The biggest disagreement between me and more pessimistic researchers is that I think gradual takeoff is much more likely than discontinuous takeoff (and in fact, the first, third and fourth paragraphs above are quite weak if there’s a discontinuous takeoff).
It’s been argued before that Continuous is not the same as Slow by any normal standard, so the strategy of ‘dealing with things as they come up’, while more viable under a continuous scenario, will probably not be sufficient.
It seems to me like you’re assuming longtermists are very likely not required at all in a case where progress is continuous. I take continuous to just mean that we’re in a world where there won’t be sudden jumps in capability, or apparently useless systems suddenly crossing some threshold and becoming superintelligent, not where progress is slow or easy to reverse. We could still pick a completely wrong approach that makes alignment much more difficult and set ourselves on a likely path towards disaster, even if the following is true:
So far as I can tell, the best one-line summary for why we should expect a continuous and not a fast takeoff comes from the interview Paul Christiano gave on the 80k podcast: ‘I think if you optimize AI systems for reasoning, it appears much, much earlier.’
So far as I can tell, Paul’s point is that absent specific reasons to think otherwise, the prima facie case that any time we are trying hard to optimize for some criteria, we should expect the ‘many small changes that add up to one big effect’ situation.
Then he goes on to argue that the specific arguments that AGI is a rare case where this isn’t true (like nuclear weapons) are either wrong or aren’t strong enough to make discontinuous progress plausible.
In a world where continuous but moderately fast takeoff is likely, I can easily imagine doom scenarios that would require long term strategy or conceptual research early on to avoid, even if none of them involve FOOM. Imagine that the accepted standard for aligned AI is follows some particular research agenda, like Cooperative Inverse Reinforcement Learning, but it turns out that CIRL starts to behave pathologically and tries to wirehead itself as it gets more and more capable, and that its a fairly deep flaw that we can only patch and not avoid.
Let’s say that over the course of a couple of years failures of CIRL systems start to appear and compound very rapidly until they constitute an Existential disaster. Maybe people realize what’s going on, but by then it would be too late, because the right approach would have been to try some other approach to AI alignment but the research to do that doesn’t exist and can’t be done anywhere near fast enough. Like Paul Christiano’s what failure looks like
In the situations you describe, I would still be somewhat optimistic about coordination. But yeah, such situations leading to doom seem plausible, and this is why the estimate is 90% instead of 95% or 99%. (Though note that the numbers are very rough.)
It’s been argued before that Continuous is not the same as Slow by any normal standard, so the strategy of ‘dealing with things as they come up’, while more viable under a continuous scenario, will probably not be sufficient.
It seems to me like you’re assuming longtermists are very likely not required at all in a case where progress is continuous. I take continuous to just mean that we’re in a world where there won’t be sudden jumps in capability, or apparently useless systems suddenly crossing some threshold and becoming superintelligent, not where progress is slow or easy to reverse. We could still pick a completely wrong approach that makes alignment much more difficult and set ourselves on a likely path towards disaster, even if the following is true:
In a world where continuous but moderately fast takeoff is likely, I can easily imagine doom scenarios that would require long term strategy or conceptual research early on to avoid, even if none of them involve FOOM. Imagine that the accepted standard for aligned AI is follows some particular research agenda, like Cooperative Inverse Reinforcement Learning, but it turns out that CIRL starts to behave pathologically and tries to wirehead itself as it gets more and more capable, and that its a fairly deep flaw that we can only patch and not avoid.
Let’s say that over the course of a couple of years failures of CIRL systems start to appear and compound very rapidly until they constitute an Existential disaster. Maybe people realize what’s going on, but by then it would be too late, because the right approach would have been to try some other approach to AI alignment but the research to do that doesn’t exist and can’t be done anywhere near fast enough. Like Paul Christiano’s what failure looks like
In the situations you describe, I would still be somewhat optimistic about coordination. But yeah, such situations leading to doom seem plausible, and this is why the estimate is 90% instead of 95% or 99%. (Though note that the numbers are very rough.)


— WHAT YOU NEED TO DO —
Return the data word for word. Pictures are to be omitted.

+ + +

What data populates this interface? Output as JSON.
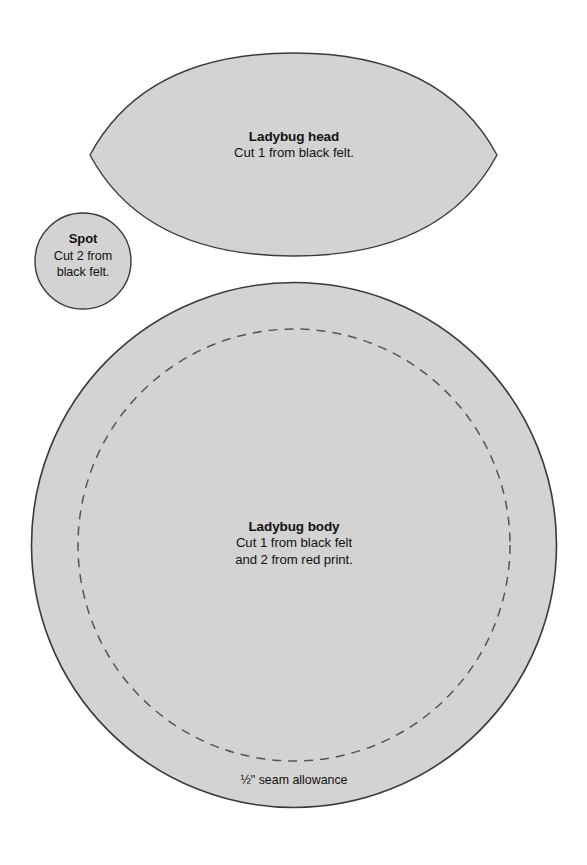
{
  "page": {
    "background_color": "#ffffff",
    "width": 587,
    "height": 865
  },
  "style": {
    "piece_fill": "#d3d3d3",
    "piece_stroke": "#3a3a3a",
    "dashed_stroke": "#555555",
    "text_color": "#14100f"
  },
  "pieces": {
    "head": {
      "name": "ladybug-head",
      "shape": "lens",
      "title": "Ladybug head",
      "instruction_line_1": "Cut 1 from black felt.",
      "bounds": {
        "left": 90,
        "top": 53,
        "right": 497,
        "bottom": 256
      }
    },
    "spot": {
      "name": "ladybug-spot",
      "shape": "circle",
      "title": "Spot",
      "instruction_line_1": "Cut 2 from",
      "instruction_line_2": "black felt.",
      "center": {
        "cx": 83,
        "cy": 261
      },
      "radius": 48
    },
    "body": {
      "name": "ladybug-body",
      "shape": "circle",
      "title": "Ladybug body",
      "instruction_line_1": "Cut 1 from black felt",
      "instruction_line_2": "and 2 from red print.",
      "center": {
        "cx": 294,
        "cy": 545
      },
      "radius": 263,
      "seam_allowance_label": "½\" seam allowance",
      "seam_allowance_radius": 216,
      "seam_line_style": "dashed"
    }
  }
}
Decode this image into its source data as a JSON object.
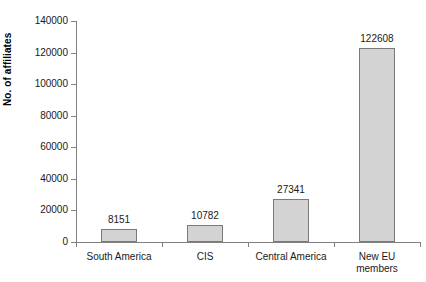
{
  "chart_data": {
    "type": "bar",
    "title": "",
    "subtitle": "",
    "xlabel": "",
    "ylabel": "No. of affiliates",
    "categories": [
      "South America",
      "CIS",
      "Central America",
      "New EU members"
    ],
    "category_lines": [
      [
        "South America"
      ],
      [
        "CIS"
      ],
      [
        "Central America"
      ],
      [
        "New EU",
        "members"
      ]
    ],
    "values": [
      8151,
      10782,
      27341,
      122608
    ],
    "value_labels": [
      "8151",
      "10782",
      "27341",
      "122608"
    ],
    "ylim": [
      0,
      140000
    ],
    "ytick_values": [
      0,
      20000,
      40000,
      60000,
      80000,
      100000,
      120000,
      140000
    ],
    "ytick_labels": [
      "0",
      "20000",
      "40000",
      "60000",
      "80000",
      "100000",
      "120000",
      "140000"
    ],
    "grid": false,
    "legend": false,
    "legend_position": "none",
    "data_labels": true,
    "colors": {
      "bar_fill": "#d3d3d3",
      "bar_border": "#7a7a7a",
      "axis": "#808080",
      "text": "#1a1a1a",
      "background": "#ffffff"
    }
  }
}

+ + +

— ANSWER SECTION —
What data populates this interface? Output as JSON.
{
  "page": {
    "background_color": "#ffffff",
    "width": 587,
    "height": 865
  },
  "style": {
    "piece_fill": "#d3d3d3",
    "piece_stroke": "#3a3a3a",
    "dashed_stroke": "#555555",
    "text_color": "#14100f"
  },
  "pieces": {
    "head": {
      "name": "ladybug-head",
      "shape": "lens",
      "title": "Ladybug head",
      "instruction_line_1": "Cut 1 from black felt.",
      "bounds": {
        "left": 90,
        "top": 53,
        "right": 497,
        "bottom": 256
      }
    },
    "spot": {
      "name": "ladybug-spot",
      "shape": "circle",
      "title": "Spot",
      "instruction_line_1": "Cut 2 from",
      "instruction_line_2": "black felt.",
      "center": {
        "cx": 83,
        "cy": 261
      },
      "radius": 48
    },
    "body": {
      "name": "ladybug-body",
      "shape": "circle",
      "title": "Ladybug body",
      "instruction_line_1": "Cut 1 from black felt",
      "instruction_line_2": "and 2 from red print.",
      "center": {
        "cx": 294,
        "cy": 545
      },
      "radius": 263,
      "seam_allowance_label": "½\" seam allowance",
      "seam_allowance_radius": 216,
      "seam_line_style": "dashed"
    }
  }
}
Decode this image into its source data as a JSON object.
{
  "chart_data": {
    "type": "bar",
    "title": "",
    "subtitle": "",
    "xlabel": "",
    "ylabel": "No. of affiliates",
    "categories": [
      "South America",
      "CIS",
      "Central America",
      "New EU members"
    ],
    "category_lines": [
      [
        "South America"
      ],
      [
        "CIS"
      ],
      [
        "Central America"
      ],
      [
        "New EU",
        "members"
      ]
    ],
    "values": [
      8151,
      10782,
      27341,
      122608
    ],
    "value_labels": [
      "8151",
      "10782",
      "27341",
      "122608"
    ],
    "ylim": [
      0,
      140000
    ],
    "ytick_values": [
      0,
      20000,
      40000,
      60000,
      80000,
      100000,
      120000,
      140000
    ],
    "ytick_labels": [
      "0",
      "20000",
      "40000",
      "60000",
      "80000",
      "100000",
      "120000",
      "140000"
    ],
    "grid": false,
    "legend": false,
    "legend_position": "none",
    "data_labels": true,
    "colors": {
      "bar_fill": "#d3d3d3",
      "bar_border": "#7a7a7a",
      "axis": "#808080",
      "text": "#1a1a1a",
      "background": "#ffffff"
    }
  }
}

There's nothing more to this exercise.